The preparations for departure went on, and for a week Madame Gilbert saw nothing of Willie or John Clifford. The lawyer she had not met since she had thrust him off the yacht's deck into the mangrove swamp. Mrs. Topy and the girls she encountered now and then. They looked at her sorrowfully, but said little. Some hint of Willie's intended abandonment of Tops Island had been conveyed to them, and they grieved. The mother, and perhaps the sisters also, realised that if he went they would never look upon his face again. He was an English Lord; they were Hulas of New Guinea. Lawful inheritance ran in the male line; to the women it brought nothing except loss. From the artless chatter of Joy and Cry, Madame gathered that Willie was working up an appetite for the humble pie. He was furious against her, she learned, and smiled. Madame had been fond of Willatopy, but she felt very little regard for William, Lord Topsham. She did not care how furious he grew so long as he fell in with her plans.

Willie took his meal as soon as the divers had all been paid off, and the work of cleaning completed—in so far as it could be completed out of dock.
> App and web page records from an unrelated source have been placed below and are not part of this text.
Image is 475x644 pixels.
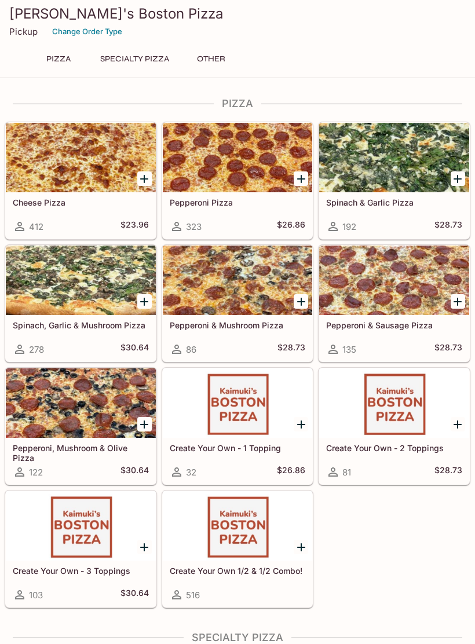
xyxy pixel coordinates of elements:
[6,369,156,438] div: Pepperoni, Mushroom & Olive Pizza
[319,246,469,315] div: Pepperoni & Sausage Pizza
[137,540,152,555] button: Add Create Your Own - 3 Toppings
[162,368,313,485] a: Create Your Own - 1 Topping32$26.86
[277,220,305,234] h5: $26.86
[277,465,305,479] h5: $26.86
[94,51,176,67] button: Specialty Pizza
[6,246,156,315] div: Spinach, Garlic & Mushroom Pizza
[170,198,306,207] h5: Pepperoni Pizza
[137,294,152,309] button: Add Spinach, Garlic & Mushroom Pizza
[435,465,462,479] h5: $28.73
[5,368,156,485] a: Pepperoni, Mushroom & Olive Pizza122$30.64
[6,123,156,192] div: Cheese Pizza
[13,443,149,462] h5: Pepperoni, Mushroom & Olive Pizza
[32,51,85,67] button: Pizza
[9,5,466,23] h3: [PERSON_NAME]'s Boston Pizza
[13,198,149,207] h5: Cheese Pizza
[5,122,156,239] a: Cheese Pizza412$23.96
[5,97,471,110] h4: Pizza
[5,491,156,608] a: Create Your Own - 3 Toppings103$30.64
[319,245,470,362] a: Pepperoni & Sausage Pizza135$28.73
[294,294,308,309] button: Add Pepperoni & Mushroom Pizza
[185,51,237,67] button: Other
[163,369,313,438] div: Create Your Own - 1 Topping
[121,465,149,479] h5: $30.64
[319,122,470,239] a: Spinach & Garlic Pizza192$28.73
[137,172,152,186] button: Add Cheese Pizza
[186,221,202,232] span: 323
[342,467,351,478] span: 81
[342,344,356,355] span: 135
[121,342,149,356] h5: $30.64
[162,122,313,239] a: Pepperoni Pizza323$26.86
[121,588,149,602] h5: $30.64
[294,172,308,186] button: Add Pepperoni Pizza
[5,632,471,644] h4: Specialty Pizza
[326,198,462,207] h5: Spinach & Garlic Pizza
[278,342,305,356] h5: $28.73
[435,220,462,234] h5: $28.73
[163,123,313,192] div: Pepperoni Pizza
[319,368,470,485] a: Create Your Own - 2 Toppings81$28.73
[170,566,306,576] h5: Create Your Own 1/2 & 1/2 Combo!
[294,540,308,555] button: Add Create Your Own 1/2 & 1/2 Combo!
[163,246,313,315] div: Pepperoni & Mushroom Pizza
[5,245,156,362] a: Spinach, Garlic & Mushroom Pizza278$30.64
[29,221,43,232] span: 412
[163,491,313,561] div: Create Your Own 1/2 & 1/2 Combo!
[170,443,306,453] h5: Create Your Own - 1 Topping
[319,369,469,438] div: Create Your Own - 2 Toppings
[186,590,200,601] span: 516
[13,566,149,576] h5: Create Your Own - 3 Toppings
[13,320,149,330] h5: Spinach, Garlic & Mushroom Pizza
[326,443,462,453] h5: Create Your Own - 2 Toppings
[170,320,306,330] h5: Pepperoni & Mushroom Pizza
[162,245,313,362] a: Pepperoni & Mushroom Pizza86$28.73
[29,590,43,601] span: 103
[451,417,465,432] button: Add Create Your Own - 2 Toppings
[319,123,469,192] div: Spinach & Garlic Pizza
[29,344,44,355] span: 278
[186,344,196,355] span: 86
[121,220,149,234] h5: $23.96
[294,417,308,432] button: Add Create Your Own - 1 Topping
[29,467,43,478] span: 122
[326,320,462,330] h5: Pepperoni & Sausage Pizza
[342,221,356,232] span: 192
[9,26,38,37] p: Pickup
[47,23,127,41] button: Change Order Type
[162,491,313,608] a: Create Your Own 1/2 & 1/2 Combo!516
[451,294,465,309] button: Add Pepperoni & Sausage Pizza
[451,172,465,186] button: Add Spinach & Garlic Pizza
[6,491,156,561] div: Create Your Own - 3 Toppings
[186,467,196,478] span: 32
[137,417,152,432] button: Add Pepperoni, Mushroom & Olive Pizza
[435,342,462,356] h5: $28.73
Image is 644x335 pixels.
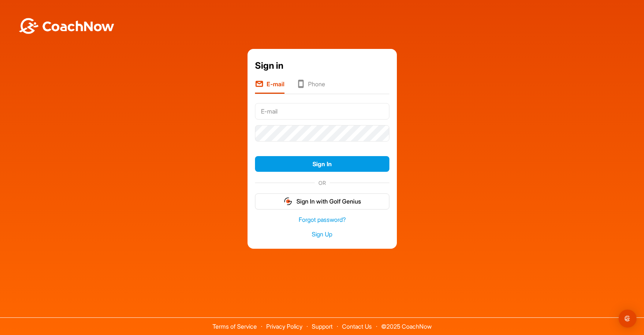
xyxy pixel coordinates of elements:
[342,323,372,330] a: Contact Us
[377,318,435,330] span: © 2025 CoachNow
[266,323,303,330] a: Privacy Policy
[296,79,325,94] li: Phone
[283,197,292,206] img: gg_logo
[212,323,257,330] a: Terms of Service
[18,18,115,34] img: BwLJSsUCoWCh5upNqxVrqldRgqLPVwmV24tXu5FoVAoFEpwwqQ3VIfuoInZCoVCoTD4vwADAC3ZFMkVEQFDAAAAAElFTkSuQmCC
[312,323,333,330] a: Support
[255,215,389,224] a: Forgot password?
[315,179,329,187] span: OR
[255,194,389,209] button: Sign In with Golf Genius
[255,230,389,239] a: Sign Up
[255,79,284,94] li: E-mail
[255,103,389,120] input: E-mail
[255,156,389,172] button: Sign In
[255,59,389,73] div: Sign in
[618,309,637,328] div: Open Intercom Messenger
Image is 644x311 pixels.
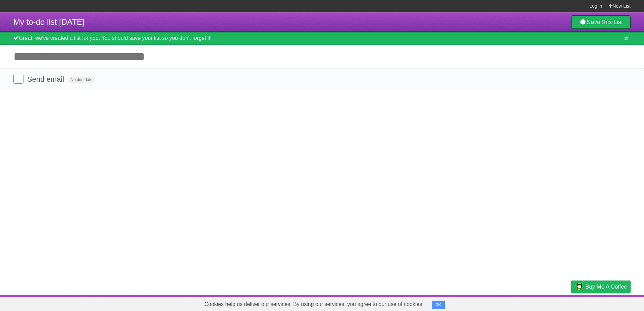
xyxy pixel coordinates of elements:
span: My to-do list [DATE] [14,18,84,27]
a: Terms [539,297,554,310]
span: No due date [68,77,95,82]
a: Privacy [562,297,580,310]
a: Developers [504,297,531,310]
span: Send email [27,75,66,84]
span: Buy me a coffee [586,281,627,293]
a: About [482,297,496,310]
span: Cookies help us deliver our services. By using our services, you agree to our use of cookies. [198,298,430,311]
b: This List [600,19,623,25]
a: Suggest a feature [588,297,630,310]
label: Done [14,74,23,84]
a: SaveThis List [571,16,630,29]
a: Buy me a coffee [571,280,630,293]
button: OK [431,301,444,309]
img: Buy me a coffee [574,281,584,293]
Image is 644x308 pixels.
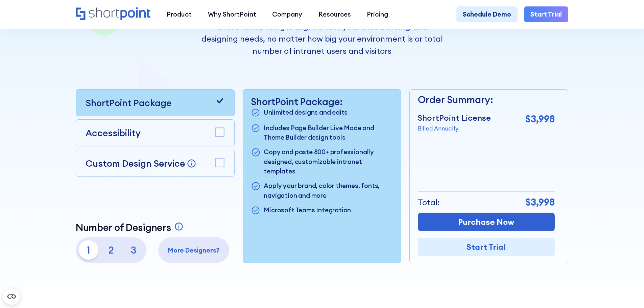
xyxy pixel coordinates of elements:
p: Total: [418,196,440,209]
p: 1 [79,241,98,260]
p: Microsoft Teams Integration [264,206,351,216]
p: $3,998 [526,195,555,210]
p: Unlimited designs and edits [264,108,347,118]
p: Billed Annually [418,124,491,132]
p: $3,998 [526,112,555,126]
p: ShortPoint License [418,112,491,124]
div: Product [167,10,192,19]
div: Chatwidget [522,230,644,308]
p: Accessibility [85,126,141,140]
a: Resources [311,6,359,23]
a: Company [264,6,311,23]
p: ShortPoint pricing is aligned with your sites building and designing needs, no matter how big you... [201,20,443,57]
a: Pricing [359,6,397,23]
a: Schedule Demo [457,6,518,23]
button: Open CMP widget [3,289,20,305]
p: ShortPoint Package: [251,96,393,108]
div: Resources [319,10,351,19]
a: Why ShortPoint [200,6,264,23]
p: 2 [101,241,121,260]
div: Company [272,10,302,19]
a: Number of Designers [76,222,186,233]
p: Custom Design Service [85,157,185,169]
a: Product [158,6,200,23]
p: Copy and paste 800+ professionally designed, customizable intranet templates [264,147,393,176]
p: More Designers? [162,246,226,255]
a: Purchase Now [418,213,555,232]
iframe: Chat Widget [522,230,644,308]
a: Home [76,7,151,22]
p: Order Summary: [418,93,555,107]
a: Start Trial [418,238,555,256]
p: 3 [124,241,143,260]
div: Why ShortPoint [208,10,256,19]
p: Includes Page Builder Live Mode and Theme Builder design tools [264,123,393,143]
a: Start Trial [524,6,569,23]
p: Number of Designers [76,222,171,233]
p: Apply your brand, color themes, fonts, navigation and more [264,181,393,200]
div: Pricing [367,10,388,19]
p: ShortPoint Package [85,96,171,110]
He approached the camp one evening, observed the ostentatious signs of packing up, and then plunged into a request that Madame would see him. She graciously assented, and he was shown into that tent whither not so long since he had fled, a frightened savage boy, and sobbed out his troubles at her feet. Then he had been Willatopy; now he was William, Lord Topsham. Just as Willie had changed so Madame had changed. She was no longer the half-maternal comforter who had nursed the frizzy head in her lap and playfully suggested that he should really get his hair cut in honour of his peerage. Now she received him with ceremony, bowed him towards a chair, and seated herself opposite. He who had been so gay and outspoken was now tongue-tied, his spirit frozen by the chilly atmosphere in which Madame had enwrapped herself. Even then had Madame relented, stretched out both her hands, and smiled upon him in the old fashion, I believe that the boy would have cast aside his absurd pretensions to dignity, and given back to her his heart. Madame could, I am convinced, have made him kiss the dust off her feet. But she was still sore and angry. A goddess does not take pleasure in being tumbled into ruin by a brown half-caste, and Madame, who had brought so many white men to her feet, scorned to win an easy conquest over Willie. Since he had elected to be William, Lord Topsham, he should be treated as he deserved.